Skip to main content Accessibility help
×

About the Element series:

This series aims to render the vibrant world of the eastern Roman empire more accessible to a broad academic audience of students, teachers and researchers than traditional specialized scholarship typically allows. It highlights research that reflects new thinking about the conceptualization of eastern Roman culture and society within broader schemas of pre-modern history and cultural study, and so challenges established understandings of the field of “Byzantine Studies” and the traditional (and problematic) rubrics of “Byzantium” and “Byzantine.”  The series further queries the boundaries of the discipline by exploring communities often relegated to the interstices between more established fields of study and by interrogating connections between cultural products, religion, and political communities. In this way, it fosters a dynamic conversation on the future of the field without imposing a uniform framework or approach. Individual contributions encompass the visual and literary cultures, history, and religion in the cultural sphere of the Roman empire, broadly conceived, from the fourth to fifteenth centuries CE.

Series Editors:

Leonora Neville is the John and Jeanne Rowe Professor of Byzantine History and Vilas Distinguished Achievement Professor at the University of Wisconsin-Madison.

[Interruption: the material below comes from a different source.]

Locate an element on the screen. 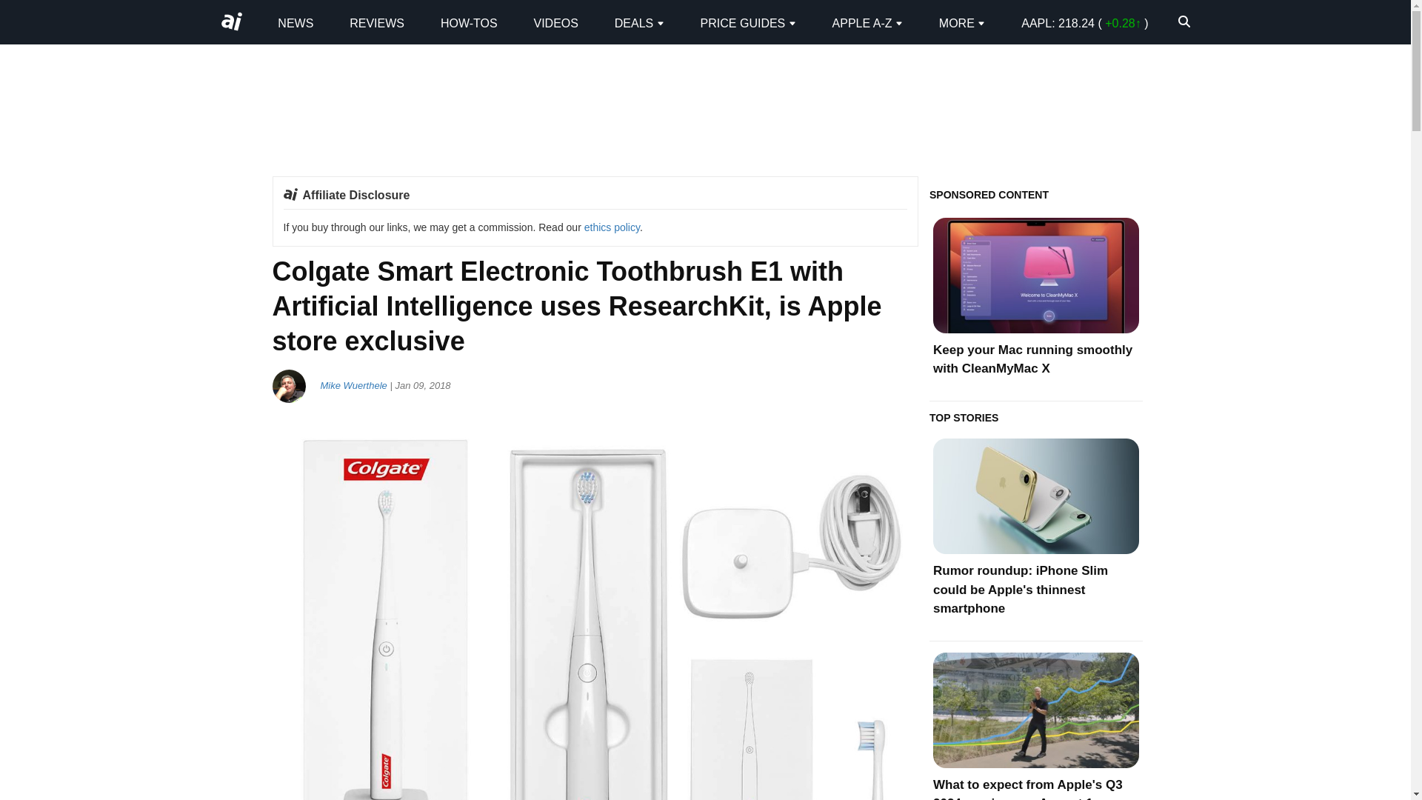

She has written extensively on eastern Roman society, particularly on authority in provincial communities, history writing, gender, and the importance of the classical past for medieval Roman culture.

Darlene L. Brooks Hedstrom is the Myra and Robert Kraft and Jacob Hiatt Chair in Christian Studies at Brandeis University. She is an archaeologist and historian of the late antique Mediterranean world. Her works examine the intersection of objects, religious practice, monasticism, and the history of archaeology.